Brianna: A large part of me does not believe they were actually together for two days, just more drama for headlines. Nevertheless, Madison and Peter were too different to be together. They had completely different ideals and visions of what they wanted in their partners. I think Peter cared about Madison more than she cared about him, but because she could not get there as fast as Peter did. Peter would of had to change himself and his lifestyle for her a lot. While I believe there should be compromise between two people in a relationship, it seemed like one of them would have to compromise more of themself for the other.

Shayna: If they were already broken up at the time of AFR, then it should have just been left at that instead of the mess that unfolded for #thedrama. If not, it makes sense why it wouldn’t have worked because of everything that happened/how different they were.

Steph: Honestly, good for her. They are both fundamentally different people and want different things, they would never have worked long term.

The worst part of how Peter’s family handled everything?

Adam: Look, I don’t want to psychoanalyze an entire family based on a few clips that reality TV producers hand-picked for maximum drama, but it’s quite evident that Peter’s family is not The Cleavers like they desperately wished to present as. They all argue a lot in overly dramatic ways, and it’s easy to connect the dots to how this affected Peter’s choices this season. He wants to a build a family like his own, and his family has melodramatic scuffles. Thus, he equates tears and arguments with love. That’s exactly why he was enamored with Victoria F. Her inability to have a single conversation with Peter without manipulatively running away with crocodile tears made him fall for her more and more. His parents have painted a portrait for him where constant struggles are actually romantic because love is something to “fight” for. When his relationship with Kelley maturing at a normal, healthy pace, it freaked him out because, in his mind, the fact that she wasn’t throwing herself at him and creating drama amongst the other girls meant that she must not care. Essentially, the entire Weber family needs to do some soul searching and figure out why they have such an unhealthy view of what “love” is supposed to look like.

Brianna: The producers clearly made it more overdramatic than it was, like they did with this whole season. Obviously his family is going to be concerned about who his future wife will be and their opinions weighed heavily on Peter, which led him to also propose to Hannah Ann.
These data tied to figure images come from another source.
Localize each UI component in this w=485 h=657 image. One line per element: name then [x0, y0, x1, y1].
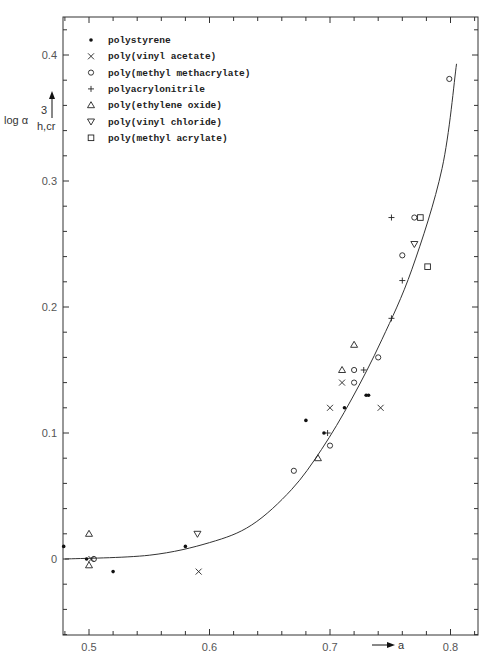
y-tick-label: 0.3 [42, 175, 57, 187]
triangle-up-marker-icon [339, 367, 346, 373]
y-tick-label: 0.4 [42, 49, 57, 61]
triangle-down-marker-icon [88, 119, 95, 125]
series-poly-methyl-acrylate- [418, 215, 431, 270]
triangle-up-marker-icon [86, 530, 93, 536]
circle-marker-icon [327, 443, 332, 448]
y-arrowhead-icon [49, 91, 55, 99]
square-marker-icon [418, 215, 424, 221]
legend: polystyrenepoly(vinyl acetate)poly(methy… [88, 35, 251, 144]
legend-label: poly(vinyl acetate) [108, 51, 216, 62]
circle-marker-icon [447, 76, 452, 81]
series-polystyrene [62, 393, 370, 573]
dot-marker-icon [343, 406, 347, 410]
dot-marker-icon [62, 545, 66, 549]
legend-label: polystyrene [108, 35, 171, 46]
circle-marker-icon [88, 70, 93, 75]
x-tick-label: 0.7 [322, 641, 337, 653]
square-marker-icon [88, 135, 94, 141]
circle-marker-icon [400, 253, 405, 258]
series-poly-vinyl-chloride- [194, 242, 418, 538]
y-tick-label: 0.2 [42, 301, 57, 313]
legend-item: poly(vinyl acetate) [88, 51, 216, 62]
triangle-up-marker-icon [88, 102, 95, 108]
legend-item: poly(methyl acrylate) [88, 133, 228, 144]
circle-marker-icon [352, 367, 357, 372]
legend-label: polyacrylonitrile [108, 84, 205, 95]
x-tick-label: 0.8 [443, 641, 458, 653]
series-poly-methyl-methacrylate- [91, 76, 452, 561]
circle-marker-icon [291, 468, 296, 473]
dot-marker-icon [89, 38, 93, 42]
legend-item: polystyrene [89, 35, 171, 46]
dot-marker-icon [111, 570, 115, 574]
circle-marker-icon [412, 215, 417, 220]
data-points [62, 76, 452, 574]
y-axis-label-sub: h,cr [37, 120, 56, 132]
legend-item: poly(ethylene oxide) [88, 100, 223, 111]
circle-marker-icon [376, 355, 381, 360]
legend-item: polyacrylonitrile [88, 84, 205, 95]
x-axis-label: a [398, 639, 405, 651]
series-polyacrylonitrile [325, 215, 406, 436]
y-tick-label: 0.1 [42, 427, 57, 439]
legend-label: poly(methyl acrylate) [108, 133, 228, 144]
legend-item: poly(vinyl chloride) [88, 117, 223, 128]
y-axis-label-sup: 3 [41, 104, 47, 116]
legend-label: poly(methyl methacrylate) [108, 68, 251, 79]
series-poly-vinyl-acetate- [88, 380, 383, 575]
circle-marker-icon [352, 380, 357, 385]
triangle-up-marker-icon [351, 341, 358, 347]
legend-label: poly(ethylene oxide) [108, 100, 222, 111]
dot-marker-icon [85, 557, 89, 561]
series-poly-ethylene-oxide- [86, 341, 358, 568]
dot-marker-icon [184, 545, 188, 549]
triangle-down-marker-icon [411, 242, 418, 248]
legend-label: poly(vinyl chloride) [108, 117, 222, 128]
triangle-up-marker-icon [86, 562, 93, 568]
x-tick-label: 0.6 [202, 641, 217, 653]
chart: 0.50.60.70.800.10.20.30.4 polystyrenepol… [0, 0, 485, 657]
x-arrowhead-icon [387, 642, 395, 648]
y-tick-label: 0 [51, 553, 57, 565]
dot-marker-icon [367, 393, 371, 397]
dot-marker-icon [304, 419, 308, 423]
y-axis-label: log α [4, 114, 29, 126]
triangle-down-marker-icon [194, 531, 201, 537]
legend-item: poly(methyl methacrylate) [88, 68, 250, 79]
square-marker-icon [425, 264, 431, 270]
x-tick-label: 0.5 [81, 641, 96, 653]
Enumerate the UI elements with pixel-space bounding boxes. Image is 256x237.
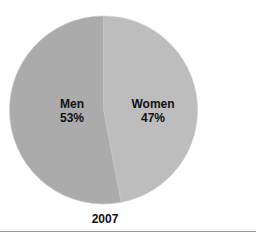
slice-label-men-value: 53% [37,111,107,125]
slice-label-women: Women 47% [118,97,188,125]
chart-caption-year: 2007 [0,212,210,226]
slice-label-women-value: 47% [118,111,188,125]
slice-label-men-name: Men [37,97,107,111]
slice-label-men: Men 53% [37,97,107,125]
slice-label-women-name: Women [118,97,188,111]
divider-line [0,231,256,232]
However, the worst part was when Barb was so rude to Madison during the ‘After the Final Rose’. She was overly praising Hannah Ann and making such immature faces when Madison spoke. If you want your son to value your opinion, stop with the petty stuff and act like an adult.

Shayna: What Adam said. All of it.

There really isn’t anything wrong with a family having  some concerns over what’s best for Peter. That’s actually pretty normal. But supporting his decisions should be the priority and not dragging it into whatever that mess was. As Alison said on the Too Many Men podcast, this show isn’t about finding someone to service your son, Barb!

Steph: Barb is way too extra. It is one thing to support your son, another to make his love life about you.

What do you think of Clare as the next Bachelorette?

Adam: I didn’t watch her season but it will be refreshing to hate-watch grown adults who are there for the right reasons as they make horrible decisions rather than the recent trend of immature wannabe #influencers who see finishing in 6th place as a means to an end for getting marketing deals from pyramid schemes.

Brianna: I only started watching The Bachelor for Colton’s season, so the only Bachelorette I know is Hannah Brown. That being said, I am looking forward to Clare’s season because she is a new face for me.

Shayna: I watched Clare during Juan Pablo’s season (the actual worst Bachelor, with a solid group of women) I wasn’t her biggest fan throughout the season, but her breakup with him was excellent, and she was fine in Paradise/Winter Games. So, hopefully it’s a better season. The Bachelorette is often better than The Bachelor because women as the decision makers > men, and Clare seems to actually know what she wants (what a concept, right?).

Steph: I don’t know who she is, I am brand new to this chaos.